3. **Actions** – Executable units (API call, function, workflow, data lookup, generation) the Agent can run inside a Topic.
4. **Reasoning Engine** – Orchestrates classification, tool choice, multi‑step loops.
5. **LLM** – Language reasoning core used for understanding, decision steps, and drafting responses.

If any piece is vague (especially Topic scope), reliability drops—tighten definitions first instead of adding more features.

***

## How a Message Flows

1. **Input** – User (or system trigger) sends a question / command.
2. **Topic Selection** – Recent turns + each Topic's name & classification description are compared; best fit chosen (or off‑topic fallback if none match).
3. **Reasoning Loop** (repeat up to a small cap):
   * Decide: run an Action, ask for missing info, clarify ambiguity, or answer directly.
   * If an Action runs: execute → map outputs → append to context.
   * Check if goal satisfied; else iterate.
4. **Validation** – (Optional) ensure response is in‑scope, grounded, policy‑safe. Regenerate or escalate if it fails.
5. **Response** – Stream or send the final answer and wait for the next turn.

Lever: precise Topic instructions strongly shape step 3 (what to ask first, which Action to prioritize, when to stop).

***

## Agents vs Scripted Bots

| Aspect             | Agent                             | Scripted Bot                   |
| ------------------ | --------------------------------- | ------------------------------ |
| Conversation style | Adaptive, free‑form               | Predefined flows / branches    |
| Intent handling    | Semantic (LLM classification)     | Rules, keywords, narrow model  |
| Tool use           | Dynamic, multi‑Action plans       | Usually fixed single flow      |
| Adaptation         | Adjust by refining Topics/Actions | Manual flow editing            |
| Best for           | Varied, messy tasks               | Deterministic, regulated steps |

Choose a scripted bot when strict, auditable, unchanging flows dominate. Choose an agent when variability, blended context, and multi‑step reasoning matter.

***

## Common Use Cases

* Resolve support inquiries end‑to‑end (lookup → policy check → answer).
* Summarize records (case, ticket, lead) + propose next actions.
* Draft outbound messages (email, notification, follow‑up).
* Orchestrate data workflows (fetch → validate → update → summarize result).
* Internal analyst: explain KPIs, highlight anomalies, surface risks.

Start narrow (one high‑value task). Broad first scopes cause misclassification noise.

***

## New Topic or New Action?

Create a **new Topic** when: intent category or decision rules differ meaningfully, or a current Topic would need many conditional branches.

Create a **new Action** when: same intent category but you need a different external operation / side effect.

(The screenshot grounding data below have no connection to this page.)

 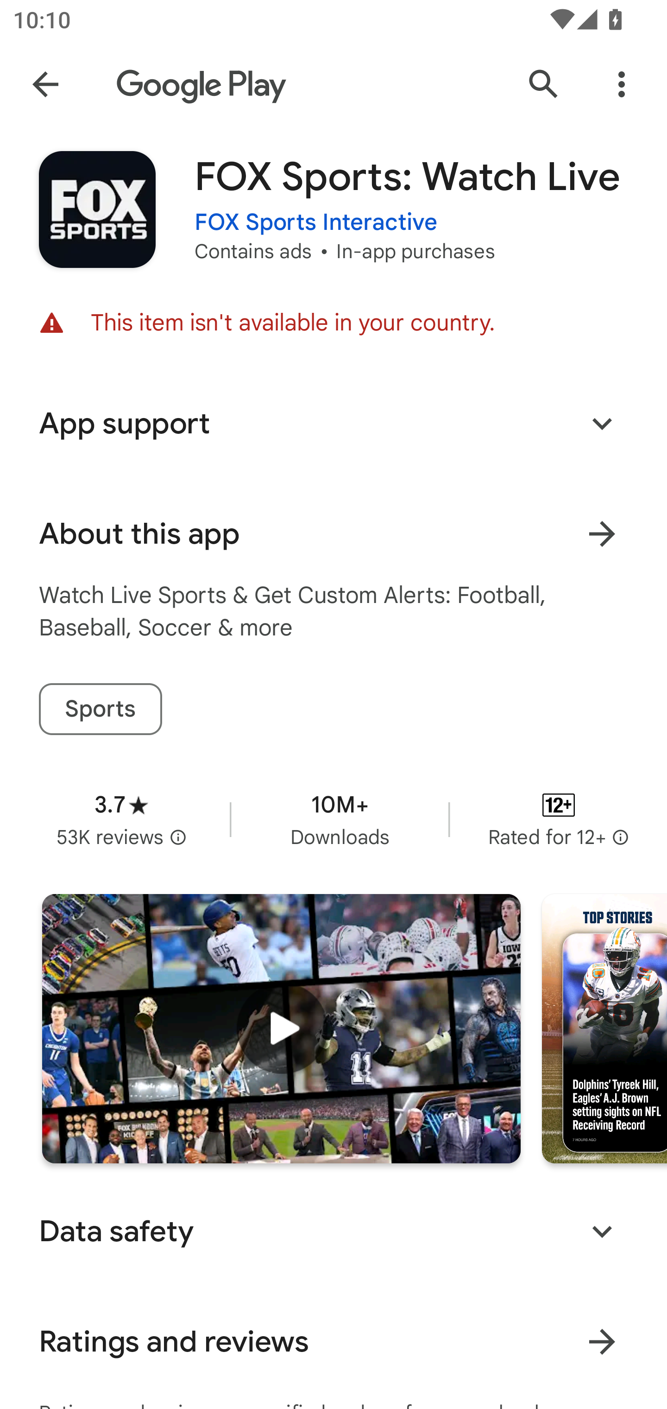 I want to click on FOX Sports Interactive, so click(x=316, y=223).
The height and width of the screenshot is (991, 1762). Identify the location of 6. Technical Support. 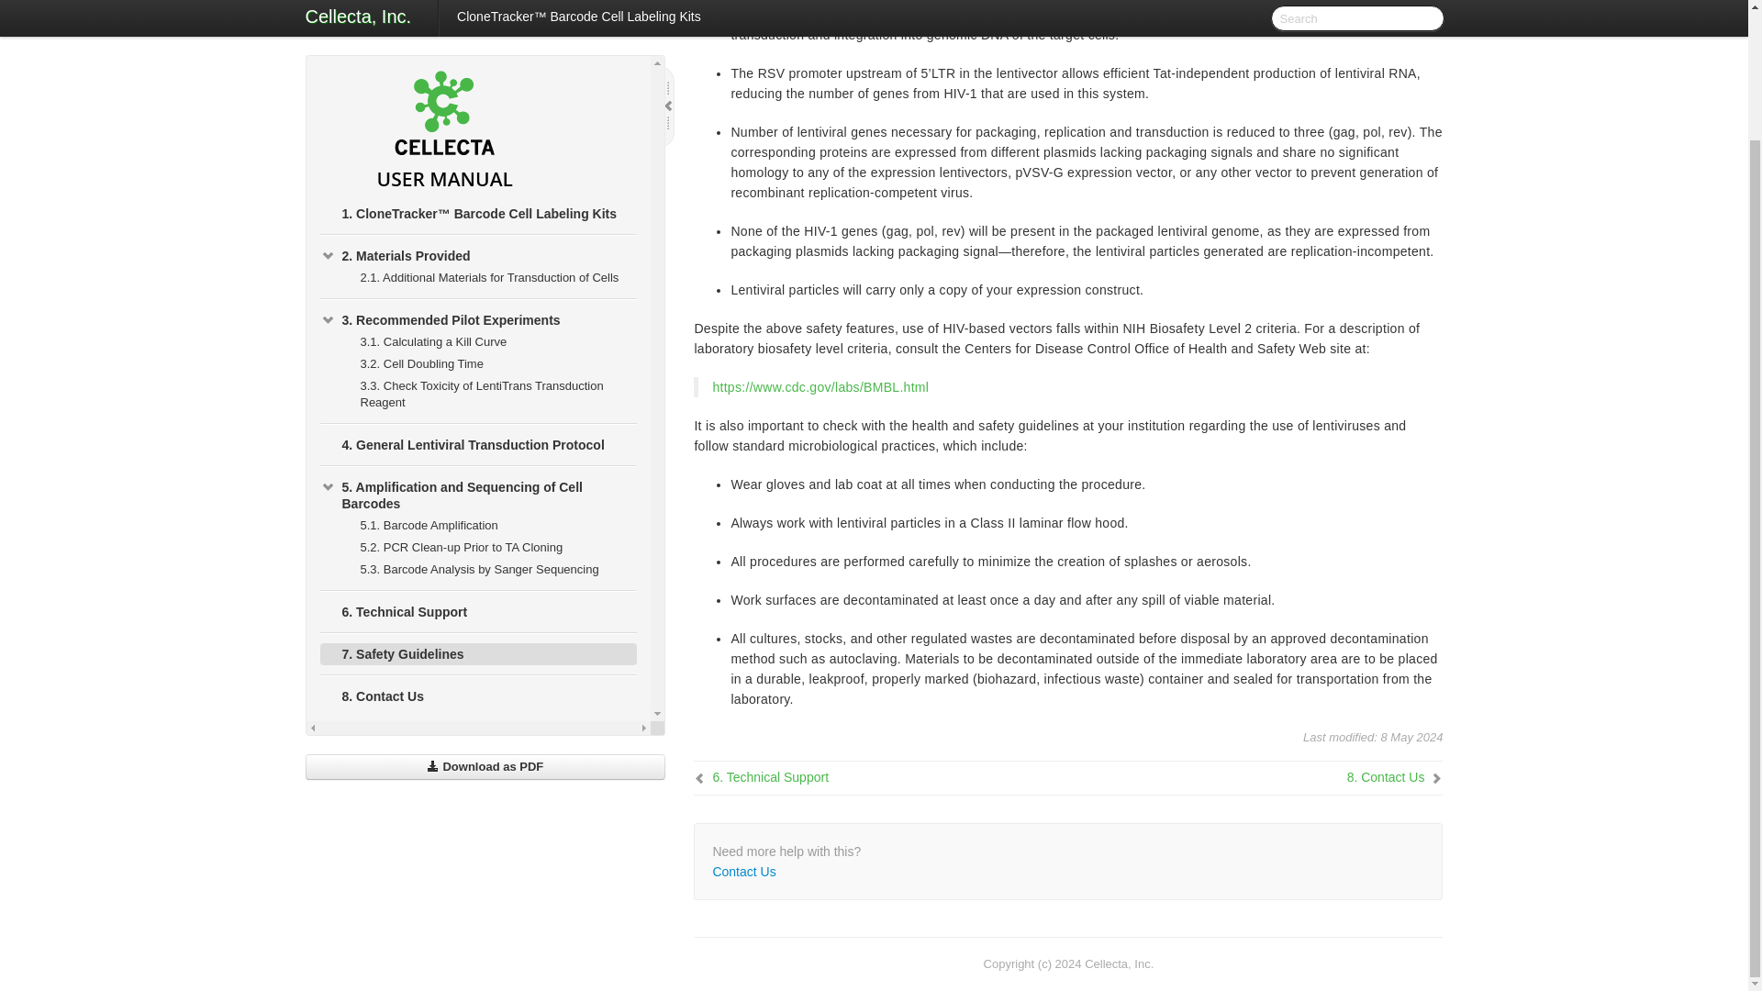
(477, 462).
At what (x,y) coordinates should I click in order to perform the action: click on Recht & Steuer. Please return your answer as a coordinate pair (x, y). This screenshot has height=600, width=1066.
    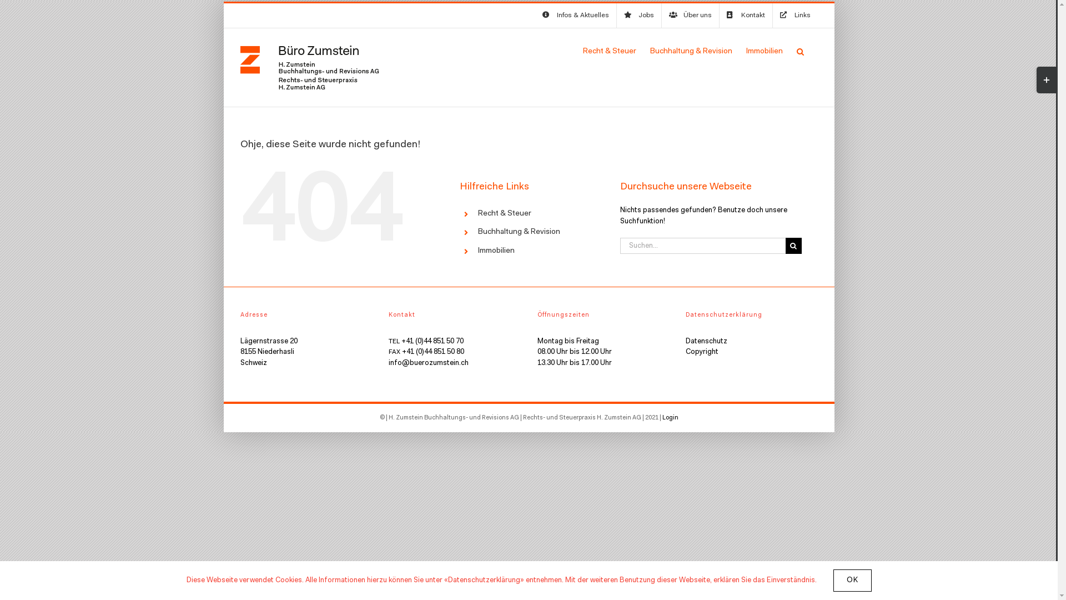
    Looking at the image, I should click on (610, 52).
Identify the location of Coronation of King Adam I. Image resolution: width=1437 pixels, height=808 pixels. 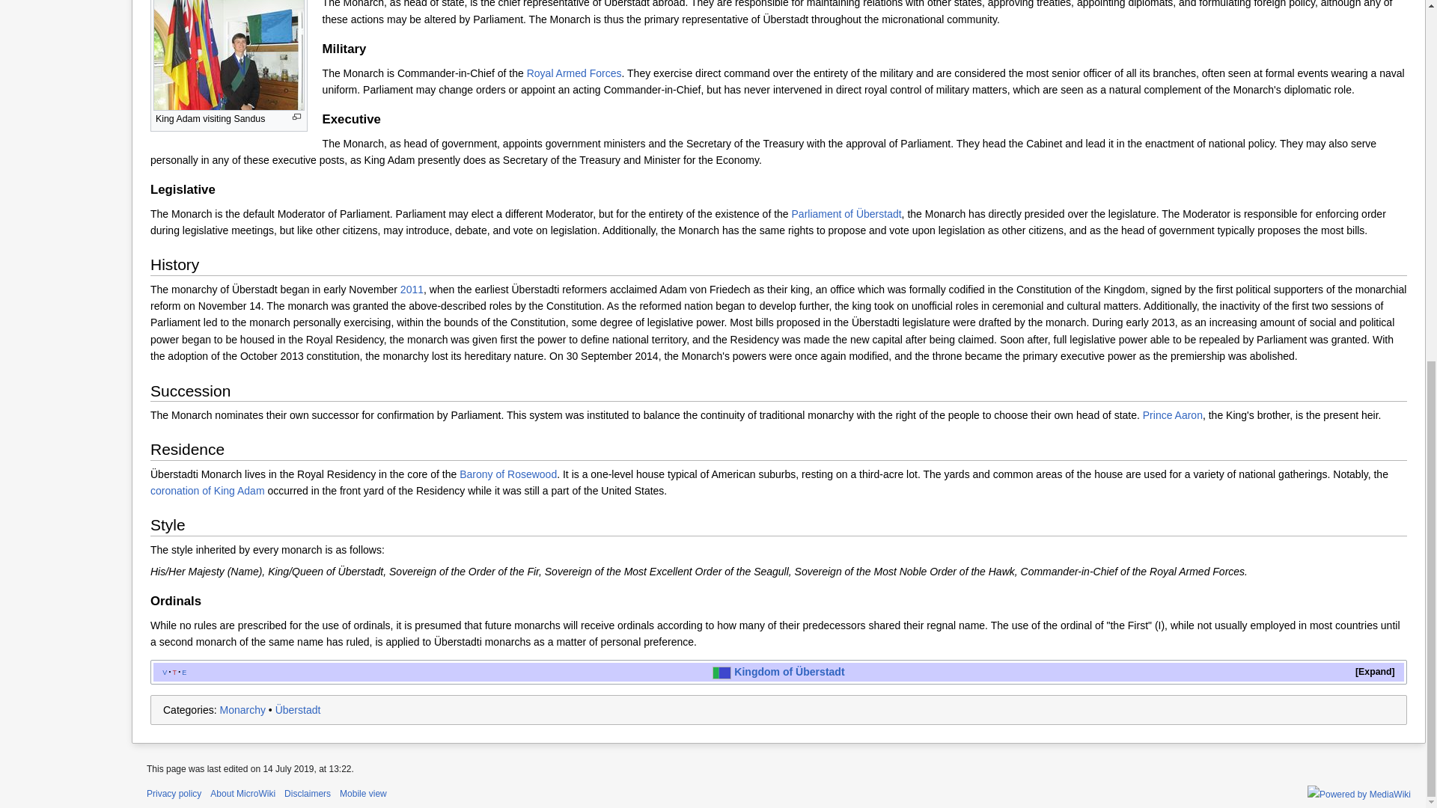
(207, 491).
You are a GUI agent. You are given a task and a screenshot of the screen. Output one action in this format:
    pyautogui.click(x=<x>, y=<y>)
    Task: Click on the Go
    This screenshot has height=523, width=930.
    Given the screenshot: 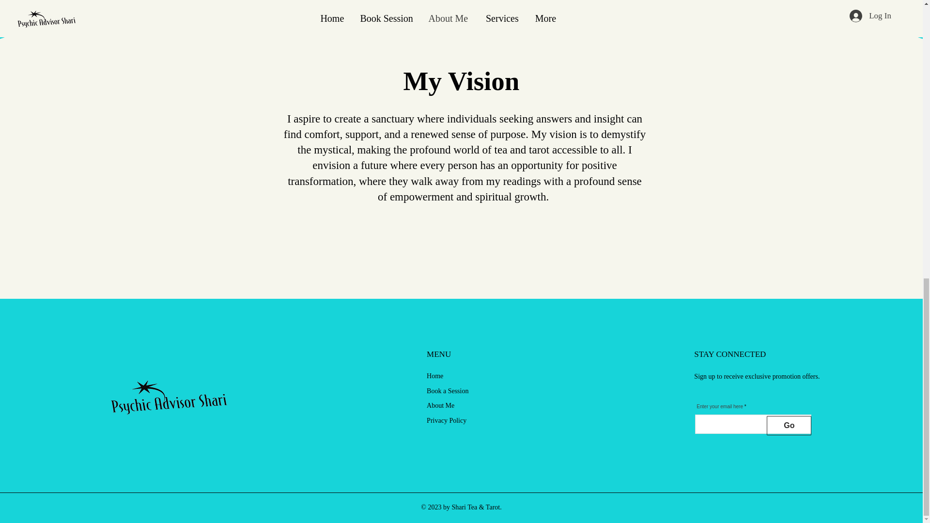 What is the action you would take?
    pyautogui.click(x=789, y=425)
    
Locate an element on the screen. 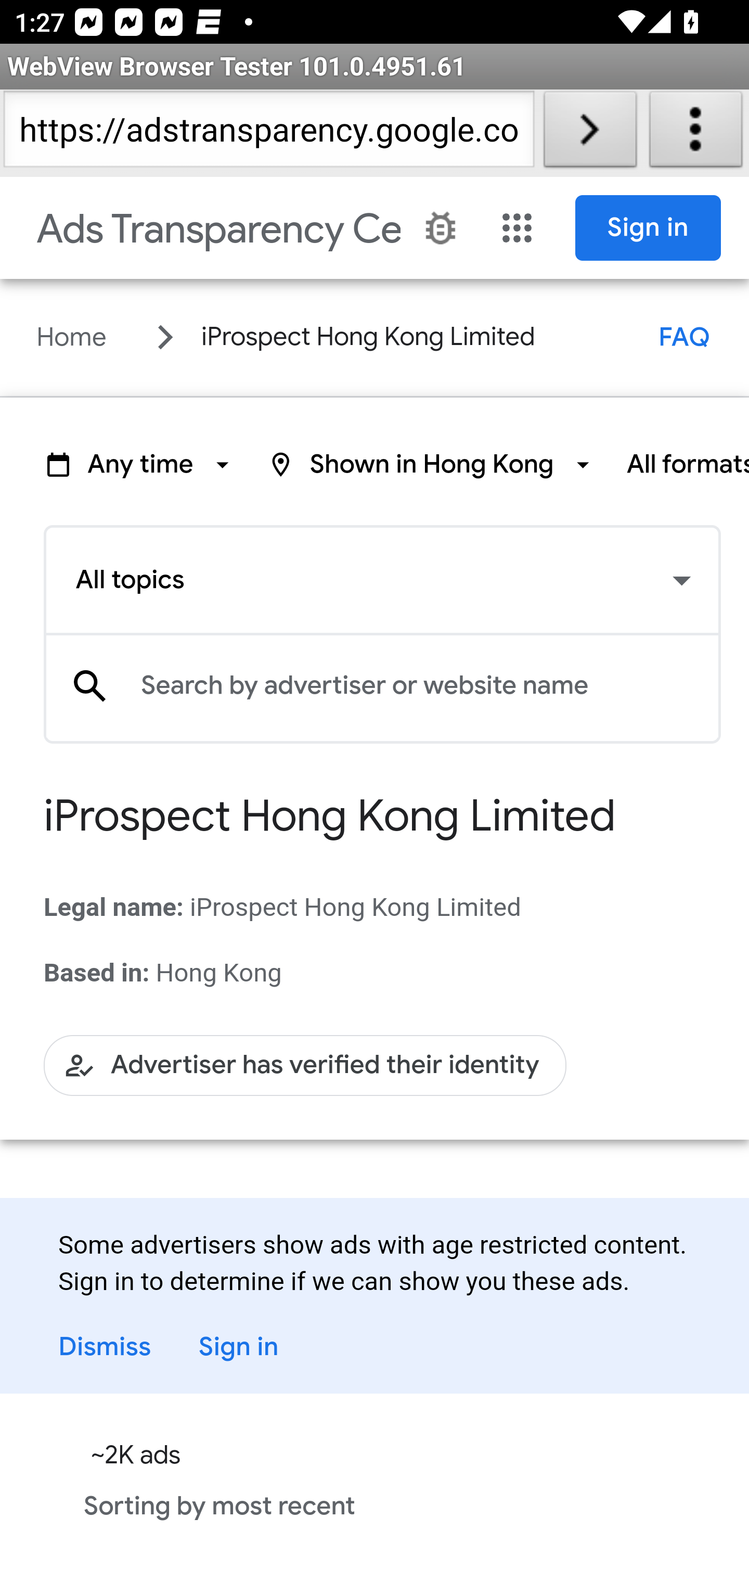 Image resolution: width=749 pixels, height=1582 pixels. Google apps is located at coordinates (517, 228).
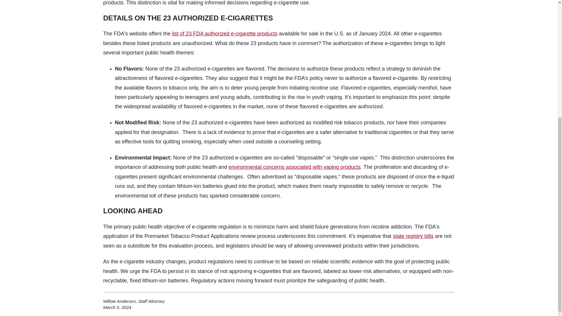 This screenshot has height=316, width=562. I want to click on list of 23 FDA authorized e-cigarette products, so click(225, 33).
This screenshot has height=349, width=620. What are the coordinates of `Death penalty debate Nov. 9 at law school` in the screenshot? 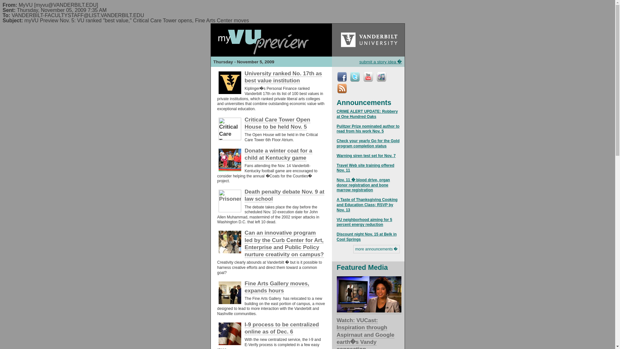 It's located at (284, 195).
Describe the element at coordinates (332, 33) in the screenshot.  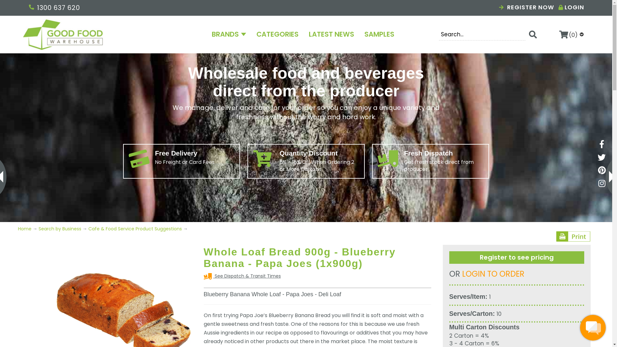
I see `LATEST NEWS` at that location.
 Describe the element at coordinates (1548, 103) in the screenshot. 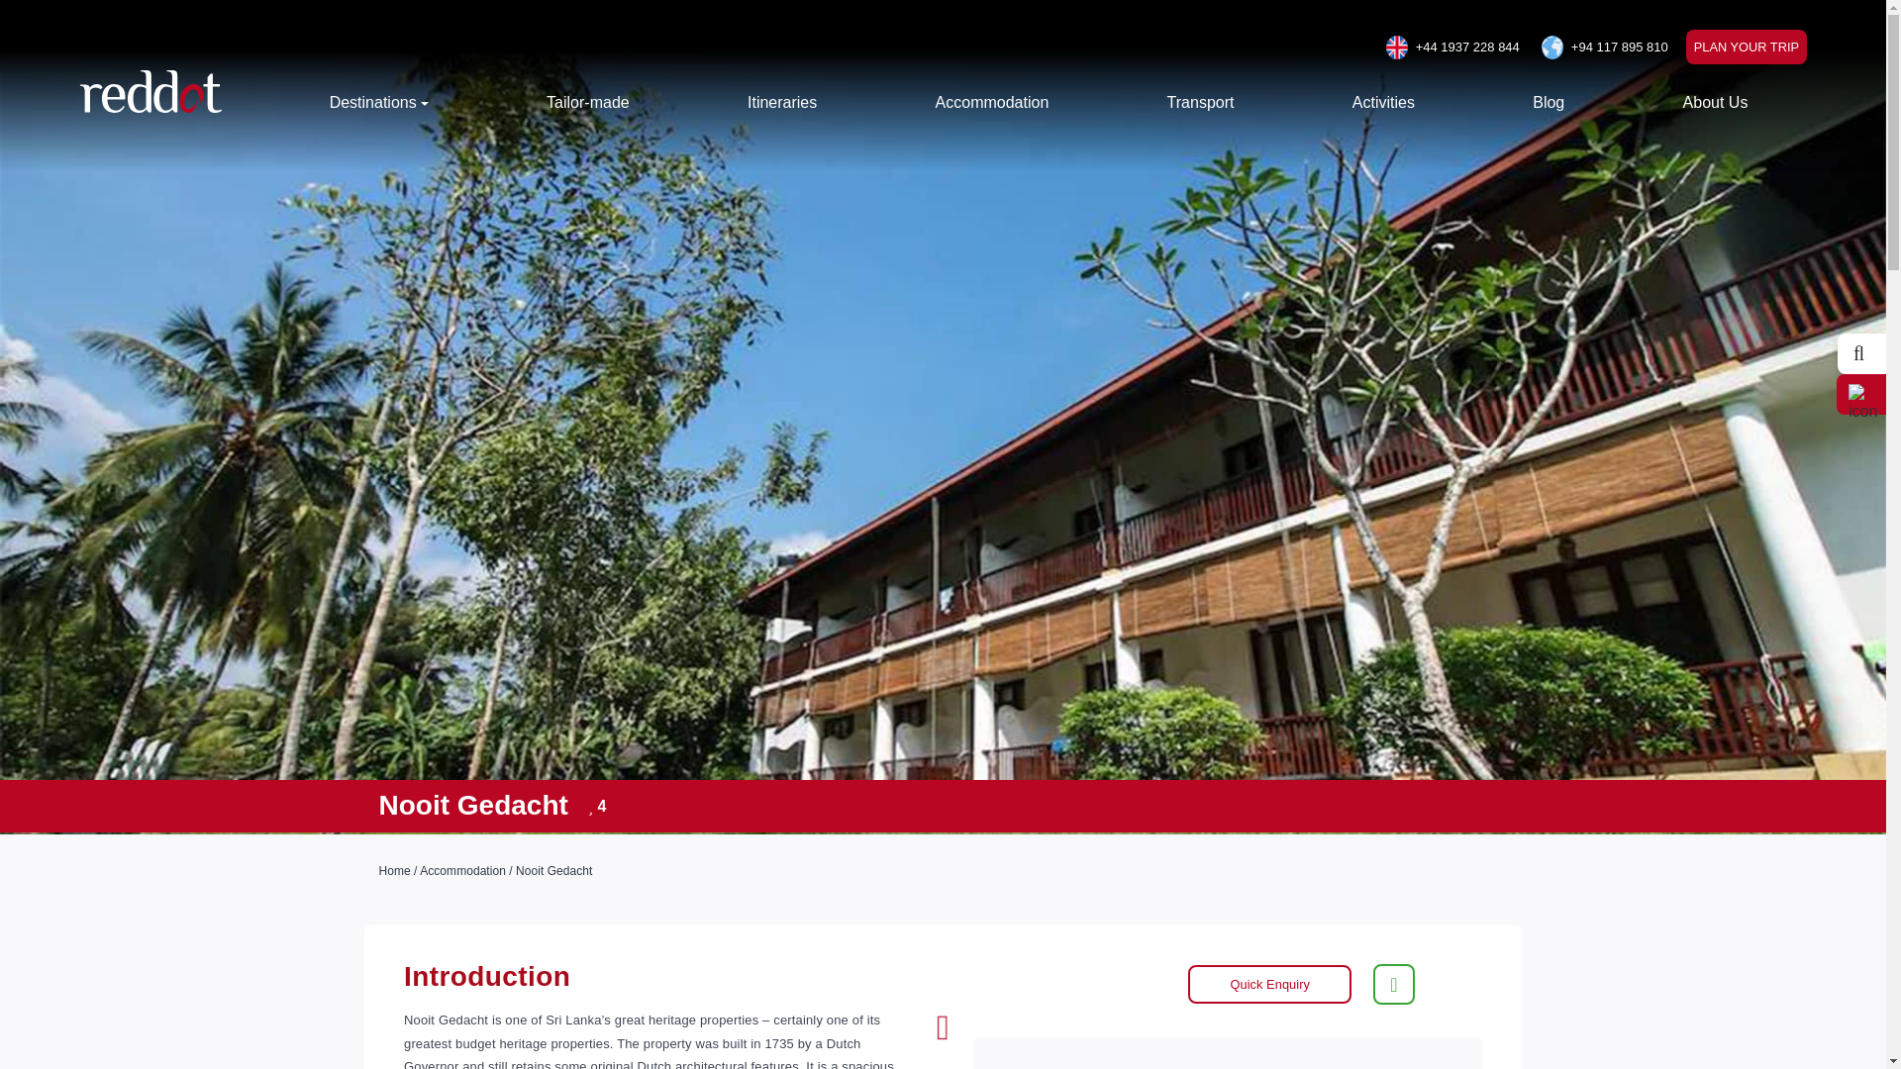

Avoid: catch‑all Topics, mega Actions doing unrelated jobs—they reduce transparency & testability.

***

## Narrative Example

A "Support Assistant" has Topics: Password Reset, Order Status, Return Eligibility.

**Step-by-step flow:**

1. User: "Where's my package?"
2. Classifier picks Order Status Topic
3. Instructions require `order_number` or identifying email fragment
4. Agent asks if missing information needed
5. Runs `LookupOrderStatus` Action
6. Normalizes carrier + ETA data
7. Replies with concise status
8. Offers follow-up ("Need to place a hold or start a return?")

***

## Next Steps

* Build or configure → [How to Create an Agent](/agentspace/how-to-create-agent)
* Define job units → [What is a Topic](/agentspace/topic-concepts)
* Add capabilities → [What is an Action](/agentspace/what-is-an-action)

Ship a small, well‑bounded agent; observe interactions; iteratively tighten definitions. Precision wins over breadth early on.